___ Records shown

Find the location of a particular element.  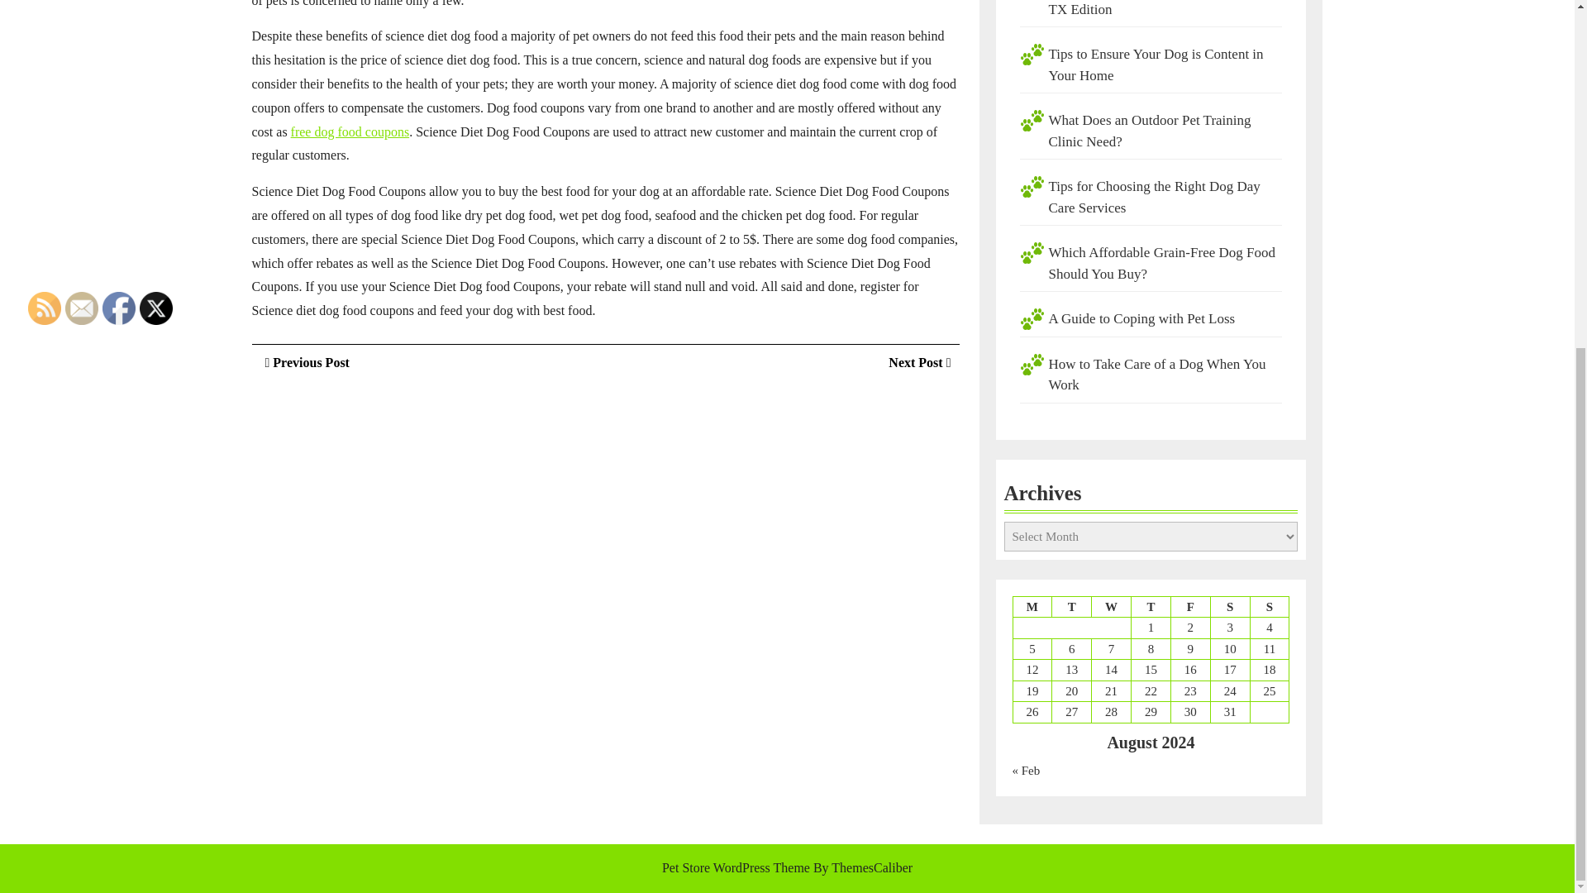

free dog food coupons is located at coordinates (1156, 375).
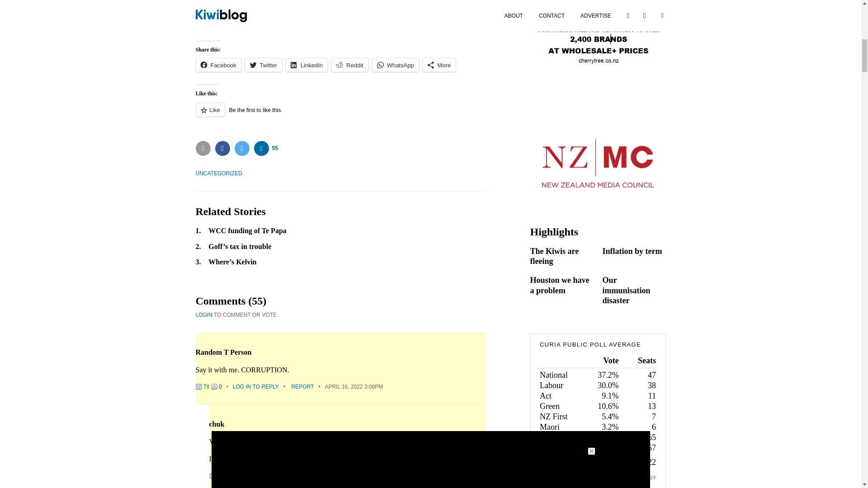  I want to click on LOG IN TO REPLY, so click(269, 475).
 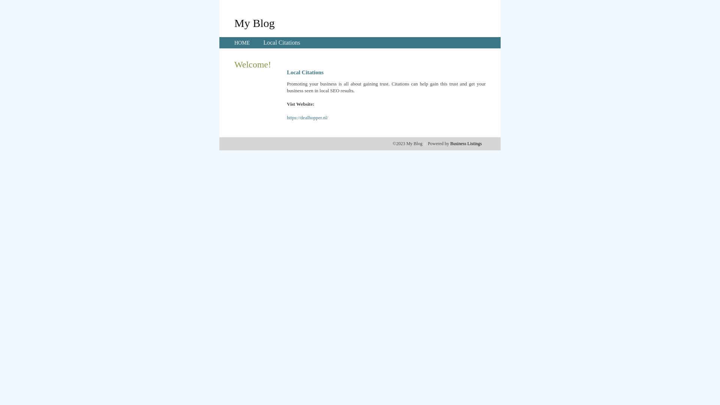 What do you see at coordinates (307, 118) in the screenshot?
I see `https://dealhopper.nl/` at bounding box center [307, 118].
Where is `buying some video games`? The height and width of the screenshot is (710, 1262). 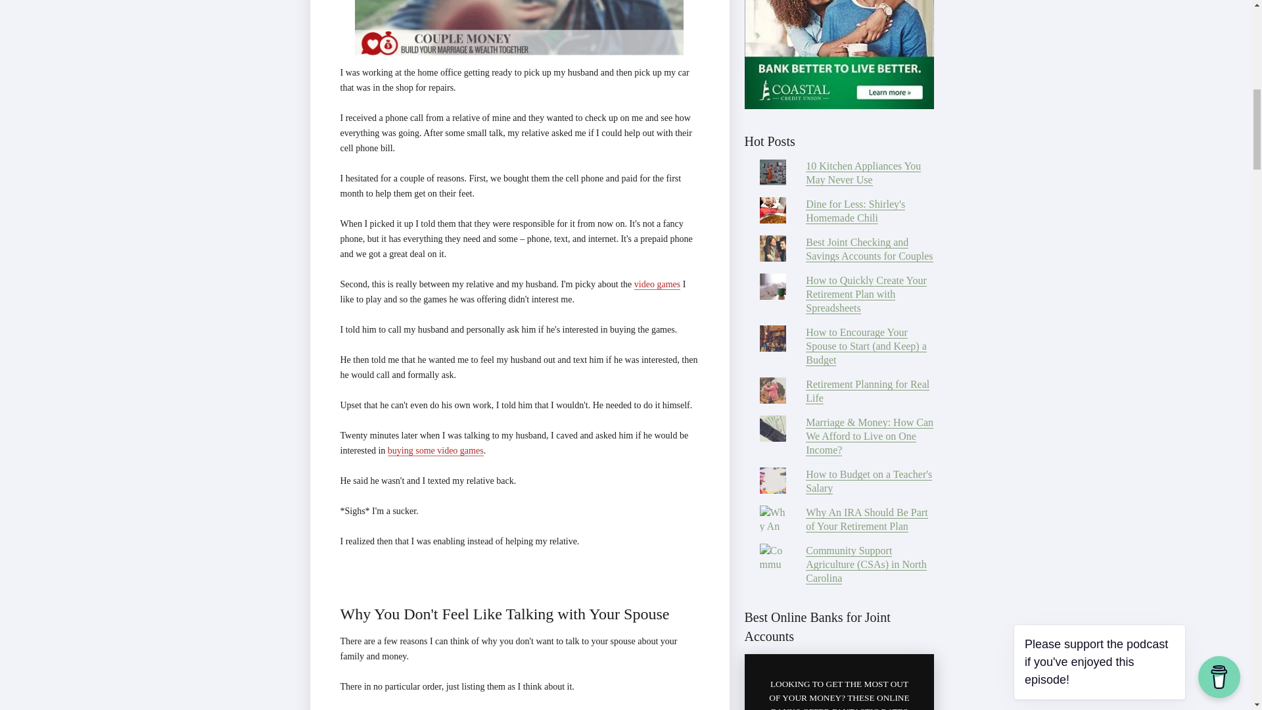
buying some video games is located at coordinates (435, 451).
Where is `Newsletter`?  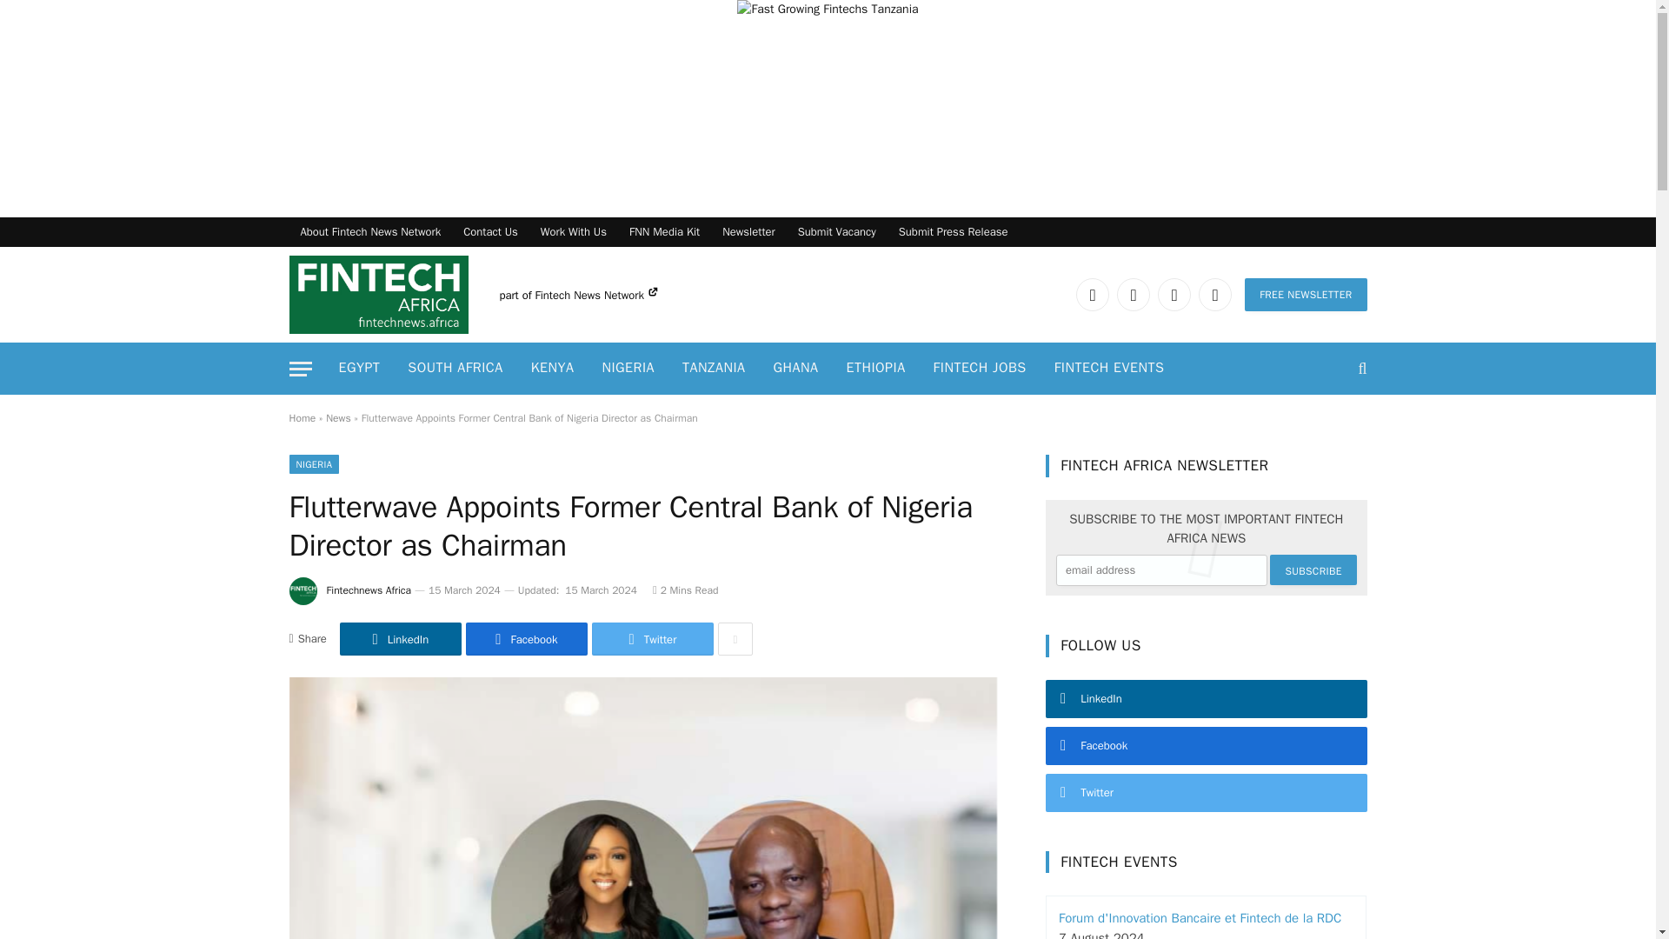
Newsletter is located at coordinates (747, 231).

______

**Work request**
Each line of the data above must be reproduced as written. Skip the pictures.

**Written answer**
Find the location of a particular element.  

free dog food coupons is located at coordinates (1156, 375).
  I want to click on LOG IN TO REPLY, so click(269, 475).
  What do you see at coordinates (307, 118) in the screenshot?
I see `https://dealhopper.nl/` at bounding box center [307, 118].
Where is `buying some video games`? The height and width of the screenshot is (710, 1262). 
buying some video games is located at coordinates (435, 451).
Where is `Newsletter`?  
Newsletter is located at coordinates (747, 231).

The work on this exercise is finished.